14 Mar 2026

How does G2 survive?

A lot of software websites I visit have the same badge:

“Ranked #1 on G2.” “4.8 stars on G2.”.

But I literally don’t know a single person who uses G2 to make purchase decisions anymore.

G2 badges

A few weeks ago, G2 acquired Capterra, Software Advice, and GetApp. Combined - 6 million verified reviews, 200M+ annual buyers, revenue probably north of $150M.

People are calling this a strong consolidation strategy. Honestly, I am not sure.

1. G2’s business model has a trust problem.

Software vendors pay G2 to run “authentic” review campaigns. G2 collects the reviews, attracts millions of buyers, and then sells those buyer intent signals back to vendors. Think “Give me 5 US SMBs evaluating CRMs right now.”

It’s a brilliant flywheel. But the initial fuel of “trusted reviews” is running out. We’ve all gotten those $10 gift cards. Review gaming isn’t new, but it’s at a point now where neither buyers nor sellers treat G2 as the source of truth anymore.

2. LLMs are becoming the new discovery layer.

LLM-recommended traffic is becoming a growing share of every website’s visits. And while G2 is still referenced in LLM answers today, the weightage is decreasing fast.

Quoleady’s LLMO research found that 100% of tools in ChatGPT answers had Capterra reviews and 99% had G2 reviews. BUT, and more importantly, they found that review volume doesn’t determine ranking. G2’s moat of “mass verified reviews” simply doesn’t translate to AI visibility.

3. Agents are starting to make purchase decisions.

Claude Code and Codex are already choosing dev tools - email providers, auth services, databases. This will rapidly expand to CRMs, marketing tools, sales automation. And inauthentic paid reviews are the last place these agents will go for recommendations.

What will matter is how AI-usable your product is, how well it meets the buyer’s constraints, and whether it even shows up in the agent’s consideration set.

G2 is trying to acquire its way to scale, but the question isn’t whether G2 can get bigger. It is whether bigger even matters when the buyer isn’t a human browsing review sites anymore.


§ Work request
Look over the lines below. Report each one that includes the string "assigned".

§ Data records

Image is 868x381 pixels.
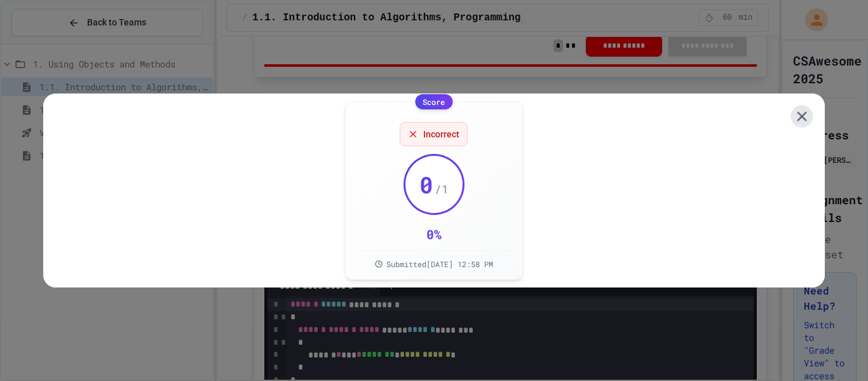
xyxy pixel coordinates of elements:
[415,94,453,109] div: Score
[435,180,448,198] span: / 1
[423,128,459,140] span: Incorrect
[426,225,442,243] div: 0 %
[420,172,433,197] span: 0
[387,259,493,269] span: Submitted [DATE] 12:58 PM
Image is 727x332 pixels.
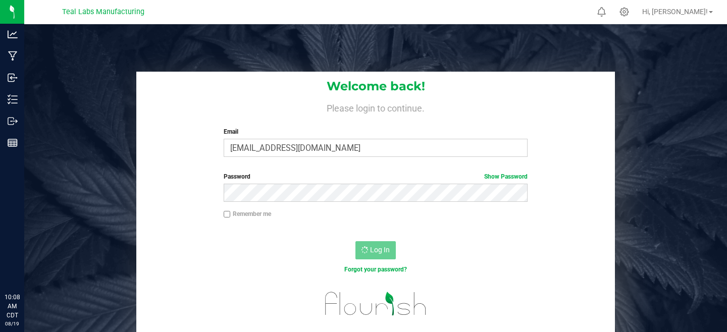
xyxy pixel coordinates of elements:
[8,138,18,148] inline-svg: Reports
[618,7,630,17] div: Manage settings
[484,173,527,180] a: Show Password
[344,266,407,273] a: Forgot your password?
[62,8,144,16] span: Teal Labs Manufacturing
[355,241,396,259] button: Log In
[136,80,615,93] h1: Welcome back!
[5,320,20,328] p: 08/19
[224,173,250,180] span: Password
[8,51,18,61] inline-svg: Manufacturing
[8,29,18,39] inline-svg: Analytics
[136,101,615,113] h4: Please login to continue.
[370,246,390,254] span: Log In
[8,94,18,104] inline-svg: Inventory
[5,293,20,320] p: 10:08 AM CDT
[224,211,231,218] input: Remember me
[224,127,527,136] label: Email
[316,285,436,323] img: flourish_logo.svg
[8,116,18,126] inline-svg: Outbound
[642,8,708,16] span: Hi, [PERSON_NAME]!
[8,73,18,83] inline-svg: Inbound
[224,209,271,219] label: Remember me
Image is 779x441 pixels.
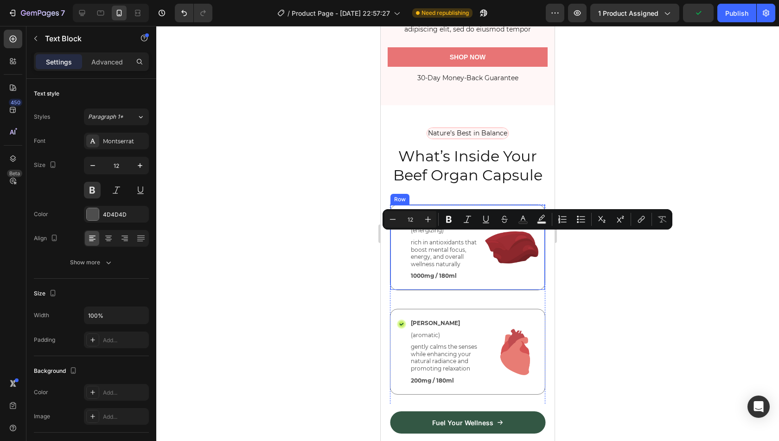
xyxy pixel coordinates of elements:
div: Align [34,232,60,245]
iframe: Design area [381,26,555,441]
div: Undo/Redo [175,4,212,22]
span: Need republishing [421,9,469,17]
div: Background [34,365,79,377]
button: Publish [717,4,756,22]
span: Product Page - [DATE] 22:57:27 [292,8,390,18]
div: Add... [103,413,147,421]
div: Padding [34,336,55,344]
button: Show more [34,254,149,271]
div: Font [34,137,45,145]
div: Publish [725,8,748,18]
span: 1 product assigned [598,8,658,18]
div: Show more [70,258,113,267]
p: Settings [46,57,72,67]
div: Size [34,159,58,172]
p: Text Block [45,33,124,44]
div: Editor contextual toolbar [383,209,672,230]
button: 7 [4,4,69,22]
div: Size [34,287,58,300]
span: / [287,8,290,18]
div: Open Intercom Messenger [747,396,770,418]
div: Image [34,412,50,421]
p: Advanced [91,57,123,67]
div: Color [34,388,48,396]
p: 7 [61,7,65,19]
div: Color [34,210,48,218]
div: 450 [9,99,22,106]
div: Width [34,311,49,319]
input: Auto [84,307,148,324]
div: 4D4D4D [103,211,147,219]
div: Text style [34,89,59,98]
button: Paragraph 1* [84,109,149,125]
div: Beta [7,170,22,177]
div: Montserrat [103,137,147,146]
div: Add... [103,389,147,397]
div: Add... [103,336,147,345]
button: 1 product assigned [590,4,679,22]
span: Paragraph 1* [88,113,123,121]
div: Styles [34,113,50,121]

§ Task solution
span: 1 product assigned [598,8,658,18]
button: 1 product assigned [590,4,679,22]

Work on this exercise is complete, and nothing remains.